Friday, Dec. 23, 1966

All through the seven weeks in Philadelphia and Boston, they labored to whip Breakfast at Tiffany's into something palatable, but the talents of Playwrights Nunnally Johnson, Abe Burrows and Edward Albee couldn't save the musical. After the fourth dismal preview in Manhattan, Producer David Merrick, 54, flashed a sort of risus sardonicus and announced: "Rather than subject the drama critics and the theatergoing public to an excruciatingly boring evening, I have decided to close the show. It's my Bay of Pigs." And this particular sow's ear will cost Merrick $400,000.

Anyone else who got stuck with a jalopy like that might figure it was a lemon, but State Department Chief of Protocol James Symington, 39, insists: "It's what I've always wanted." At his home in Washington's Wesley Heights, Symington took delivery on a snappy used "pedicab" he bought for $30 in Kuala Lumpur last October. "At first," he said, "I couldn't get the driver to believe I wanted to buy the thing from him--he thought I just wanted a ride." Thing is, just about everyone in Wesley Heights wants a ride now. "I've been a lot more popular lately with the neighborhood kids," puffed Symington.

For the 15th consecutive year, Comedian Bob Hope, 62, set off to give U.S. troops abroad some comic relief over the Christmas holidays, this time packing along Singer Anita Bryant, Professional Harpy Phyllis Diller. Go-Go Dancer Joey Heatherton, and the new Miss World, India's Reita Faria. While the plane refueled at Wake Island on the way to bases in the Philippines, Guam, Thailand and Viet Nam, Hope observed that Evangelist Billy Graham had just left Wake en route to Viet Nam and that New York's Francis Cardinal Spellman would be stopping over soon as he began his Christmas mission to the war zone. Cracked Hope: "That's the kind of book ends I like on a trip like this."

At the airport in Monroe County, N.Y., the TV star smiled at a crowd of 3,000 and winked: "Now that you've seen me live, I'm sure you are disappointed." Hardly. If anything, Bishop Fulton Sheen, 71, looked younger and more vibrant than he did in the days when he was competing with Uncle Miltie for ratings on the tube. Installed next day in his new post as bishop of Rochester by Francis Cardinal Spellman, he also proved that he is still a quick man with the ad lib. Asked how it felt to leave New York City and settle among the greener pastures of Rochester, Sheen replied: "There is a certain road in Ireland where it rains on one side and is all sunshine on the other. It forms a perfect rainbow. The tears are in New York and the sunshine in Rochester for my rainbow."

Passing through Washington on his way to a vacation in Barbados, Randolph Churchill, 55, visited at the Capitol with his daughter Arabella, 17, and passed out a few copies of the first volume of his biography of his father, Winston S. Churchill. "It's my only major achievement," Randolph said later.

A volatile, cranky journalist for most of his life, the great man's son explained wistfully: "I've wasted a lot of my life, but I've enjoyed it all. Now there's a satisfactory conclusion--good, solid work to do." After he finishes the story of his father's life, said Randolph, he may write his autobiography--"but that will be a slender work."

The rumormongers were howling Gotterdammerung. In deep financial trouble, New York's Metropolitan Opera spent over its budget by more than $3,000,000 in the move to its dazzling new house in Manhattan's Lincoln Center, and some said that as a result, General Manager Rudolf Bing, 64, would be fired any day. Not quite. The Met's board announced that it was ex tending Bing's contract by one year, through the 1969-70 season. "I am honored," said Bing. "I hope I survive it."

Two years ago, after suffering a miscarriage, Actress Sophia Loren, 32, promised that next time she'd follow her doctor's orders about taking it easy. Well, it's like that now. So in the midst of making a movie called Once Upon a Time, Sophia canceled out of the film, suspended all other commitments and withdrew to her villa in the Alban Hills outside Rome to await the birth of her first child in May.

Having debated the matter at length with Soviet Poet Evgeny Evtushenko, who thinks the U.S. is in dubious battle in Viet Nam, Nobel Prizewinner John Steinbeck, 64, decided to do some firsthand research. As a columnist for Long Island's Newsday, he arrived in South Viet Nam "to listen to it, to see it for myself." The Army did Correspondent Steinbeck the favor of assigning him a special guide: his son, Specialist Four John Steinbeck, 20.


▶ [What you have to do]:
Each entry that follows is to be copied exactly, minus any pictures.

▶ [Given records]:

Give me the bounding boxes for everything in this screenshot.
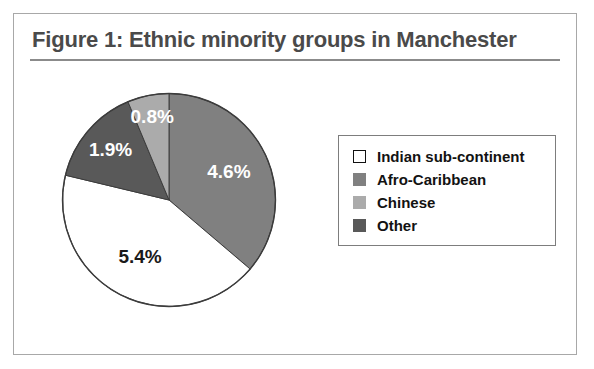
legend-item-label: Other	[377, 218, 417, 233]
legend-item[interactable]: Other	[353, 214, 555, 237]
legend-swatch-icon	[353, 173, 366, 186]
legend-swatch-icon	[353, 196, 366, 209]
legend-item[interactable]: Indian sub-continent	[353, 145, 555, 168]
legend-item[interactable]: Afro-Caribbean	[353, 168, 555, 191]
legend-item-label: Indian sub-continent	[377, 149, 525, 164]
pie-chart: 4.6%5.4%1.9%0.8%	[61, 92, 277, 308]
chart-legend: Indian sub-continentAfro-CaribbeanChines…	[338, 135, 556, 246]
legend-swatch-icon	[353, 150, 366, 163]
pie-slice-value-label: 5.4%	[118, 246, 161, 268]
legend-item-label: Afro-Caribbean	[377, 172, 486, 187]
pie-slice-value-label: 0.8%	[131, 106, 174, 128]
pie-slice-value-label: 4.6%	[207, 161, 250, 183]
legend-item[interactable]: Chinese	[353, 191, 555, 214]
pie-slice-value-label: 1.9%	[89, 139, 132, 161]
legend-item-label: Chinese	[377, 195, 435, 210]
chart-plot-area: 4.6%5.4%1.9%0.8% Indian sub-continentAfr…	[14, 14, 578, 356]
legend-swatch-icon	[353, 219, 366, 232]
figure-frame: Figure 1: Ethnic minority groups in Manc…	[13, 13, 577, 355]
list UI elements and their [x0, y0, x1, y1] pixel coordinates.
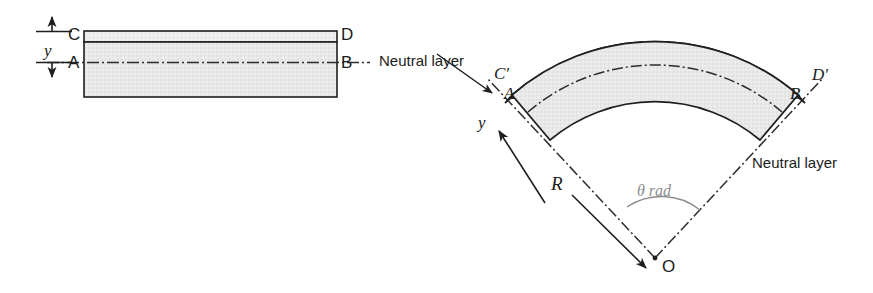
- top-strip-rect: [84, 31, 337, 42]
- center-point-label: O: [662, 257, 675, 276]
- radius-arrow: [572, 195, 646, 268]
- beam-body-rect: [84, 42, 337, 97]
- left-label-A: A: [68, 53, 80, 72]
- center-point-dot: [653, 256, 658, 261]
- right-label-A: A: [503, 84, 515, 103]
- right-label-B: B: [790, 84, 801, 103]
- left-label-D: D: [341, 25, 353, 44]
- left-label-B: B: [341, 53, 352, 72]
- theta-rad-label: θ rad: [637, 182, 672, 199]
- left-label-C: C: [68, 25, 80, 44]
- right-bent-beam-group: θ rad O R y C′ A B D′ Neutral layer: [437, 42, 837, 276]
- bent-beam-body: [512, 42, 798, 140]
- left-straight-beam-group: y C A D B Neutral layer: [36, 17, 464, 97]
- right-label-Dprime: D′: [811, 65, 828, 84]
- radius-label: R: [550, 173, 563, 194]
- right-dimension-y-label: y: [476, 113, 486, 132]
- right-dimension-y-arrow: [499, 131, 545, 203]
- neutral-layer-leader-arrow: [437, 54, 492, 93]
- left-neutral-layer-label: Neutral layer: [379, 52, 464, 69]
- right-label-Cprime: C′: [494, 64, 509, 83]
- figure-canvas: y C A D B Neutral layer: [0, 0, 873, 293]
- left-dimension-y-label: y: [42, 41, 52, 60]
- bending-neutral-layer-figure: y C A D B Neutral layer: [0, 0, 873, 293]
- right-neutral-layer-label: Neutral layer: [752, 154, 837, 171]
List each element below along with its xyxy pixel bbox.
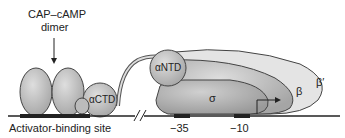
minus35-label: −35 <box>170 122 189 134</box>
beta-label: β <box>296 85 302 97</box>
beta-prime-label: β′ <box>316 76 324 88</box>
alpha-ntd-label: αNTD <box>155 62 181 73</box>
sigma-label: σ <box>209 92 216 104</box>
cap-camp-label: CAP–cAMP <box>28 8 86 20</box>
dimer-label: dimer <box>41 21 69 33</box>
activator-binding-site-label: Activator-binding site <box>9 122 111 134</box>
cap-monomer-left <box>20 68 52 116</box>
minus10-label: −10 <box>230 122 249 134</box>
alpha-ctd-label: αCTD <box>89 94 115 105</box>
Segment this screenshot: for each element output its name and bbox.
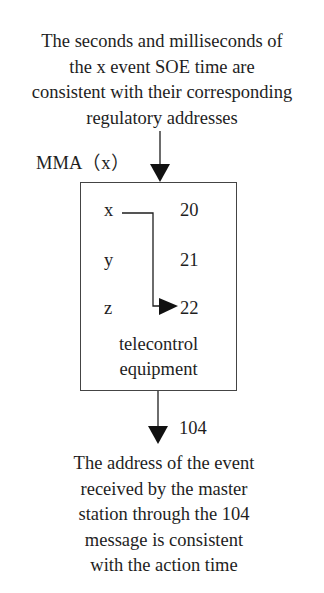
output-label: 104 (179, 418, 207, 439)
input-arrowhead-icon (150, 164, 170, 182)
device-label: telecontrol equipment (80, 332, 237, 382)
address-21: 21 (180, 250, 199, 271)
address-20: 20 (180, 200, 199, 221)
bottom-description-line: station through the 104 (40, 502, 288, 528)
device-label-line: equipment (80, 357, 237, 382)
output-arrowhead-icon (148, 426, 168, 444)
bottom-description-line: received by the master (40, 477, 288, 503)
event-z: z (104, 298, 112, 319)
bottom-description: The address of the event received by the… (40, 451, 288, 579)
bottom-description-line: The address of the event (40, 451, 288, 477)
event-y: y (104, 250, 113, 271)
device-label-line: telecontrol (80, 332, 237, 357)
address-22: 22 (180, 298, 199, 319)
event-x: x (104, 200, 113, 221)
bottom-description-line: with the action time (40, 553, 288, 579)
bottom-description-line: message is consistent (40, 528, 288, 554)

▶ [Result of this exercise]:
Give me the bounding boxes for everything in this screenshot.
legend-item-label: Other	[377, 218, 417, 233]
legend-item[interactable]: Other	[353, 214, 555, 237]
legend-swatch-icon	[353, 173, 366, 186]
legend-swatch-icon	[353, 196, 366, 209]
legend-item[interactable]: Indian sub-continent	[353, 145, 555, 168]
legend-item[interactable]: Afro-Caribbean	[353, 168, 555, 191]
legend-item-label: Indian sub-continent	[377, 149, 525, 164]
pie-chart: 4.6%5.4%1.9%0.8%	[61, 92, 277, 308]
chart-legend: Indian sub-continentAfro-CaribbeanChines…	[338, 135, 556, 246]
legend-swatch-icon	[353, 150, 366, 163]
pie-slice-value-label: 5.4%	[118, 246, 161, 268]
legend-item-label: Afro-Caribbean	[377, 172, 486, 187]
pie-slice-value-label: 0.8%	[131, 106, 174, 128]
pie-slice-value-label: 4.6%	[207, 161, 250, 183]
legend-item[interactable]: Chinese	[353, 191, 555, 214]
pie-slice-value-label: 1.9%	[89, 139, 132, 161]
legend-item-label: Chinese	[377, 195, 435, 210]
chart-plot-area: 4.6%5.4%1.9%0.8% Indian sub-continentAfr…	[14, 14, 578, 356]
legend-swatch-icon	[353, 219, 366, 232]
figure-frame: Figure 1: Ethnic minority groups in Manc…	[13, 13, 577, 355]
list UI elements and their [x0, y0, x1, y1] pixel coordinates.
- top-strip-rect: [84, 31, 337, 42]
- center-point-label: O: [662, 257, 675, 276]
- radius-arrow: [572, 195, 646, 268]
- beam-body-rect: [84, 42, 337, 97]
- left-label-A: A: [68, 53, 80, 72]
- center-point-dot: [653, 256, 658, 261]
- right-label-A: A: [503, 84, 515, 103]
- right-label-B: B: [790, 84, 801, 103]
- left-label-D: D: [341, 25, 353, 44]
- left-label-B: B: [341, 53, 352, 72]
- theta-rad-label: θ rad: [637, 182, 672, 199]
- left-label-C: C: [68, 25, 80, 44]
- right-bent-beam-group: θ rad O R y C′ A B D′ Neutral layer: [437, 42, 837, 276]
- bent-beam-body: [512, 42, 798, 140]
- left-straight-beam-group: y C A D B Neutral layer: [36, 17, 464, 97]
- right-label-Dprime: D′: [811, 65, 828, 84]
- radius-label: R: [550, 173, 563, 194]
- right-dimension-y-label: y: [476, 113, 486, 132]
- right-dimension-y-arrow: [499, 131, 545, 203]
- neutral-layer-leader-arrow: [437, 54, 492, 93]
- left-neutral-layer-label: Neutral layer: [379, 52, 464, 69]
- right-label-Cprime: C′: [494, 64, 509, 83]
- figure-canvas: y C A D B Neutral layer: [0, 0, 873, 293]
- left-dimension-y-label: y: [42, 41, 52, 60]
- bending-neutral-layer-figure: y C A D B Neutral layer: [0, 0, 873, 293]
- right-neutral-layer-label: Neutral layer: [752, 154, 837, 171]
List each element below along with its xyxy pixel bbox.
minus35-label: −35 <box>170 122 189 134</box>
beta-label: β <box>296 85 302 97</box>
beta-prime-label: β′ <box>316 76 324 88</box>
alpha-ntd-label: αNTD <box>155 62 181 73</box>
sigma-label: σ <box>209 92 216 104</box>
cap-camp-label: CAP–cAMP <box>28 8 86 20</box>
dimer-label: dimer <box>41 21 69 33</box>
activator-binding-site-label: Activator-binding site <box>9 122 111 134</box>
cap-monomer-left <box>20 68 52 116</box>
minus10-label: −10 <box>230 122 249 134</box>
alpha-ctd-label: αCTD <box>89 94 115 105</box>
Segment this screenshot: for each element output its name and bbox.
output-label: 104 (179, 418, 207, 439)
input-arrowhead-icon (150, 164, 170, 182)
device-label: telecontrol equipment (80, 332, 237, 382)
address-21: 21 (180, 250, 199, 271)
address-20: 20 (180, 200, 199, 221)
bottom-description-line: station through the 104 (40, 502, 288, 528)
device-label-line: equipment (80, 357, 237, 382)
output-arrowhead-icon (148, 426, 168, 444)
bottom-description-line: received by the master (40, 477, 288, 503)
event-z: z (104, 298, 112, 319)
bottom-description: The address of the event received by the… (40, 451, 288, 579)
bottom-description-line: The address of the event (40, 451, 288, 477)
event-y: y (104, 250, 113, 271)
device-label-line: telecontrol (80, 332, 237, 357)
address-22: 22 (180, 298, 199, 319)
event-x: x (104, 200, 113, 221)
bottom-description-line: with the action time (40, 553, 288, 579)
bottom-description-line: message is consistent (40, 528, 288, 554)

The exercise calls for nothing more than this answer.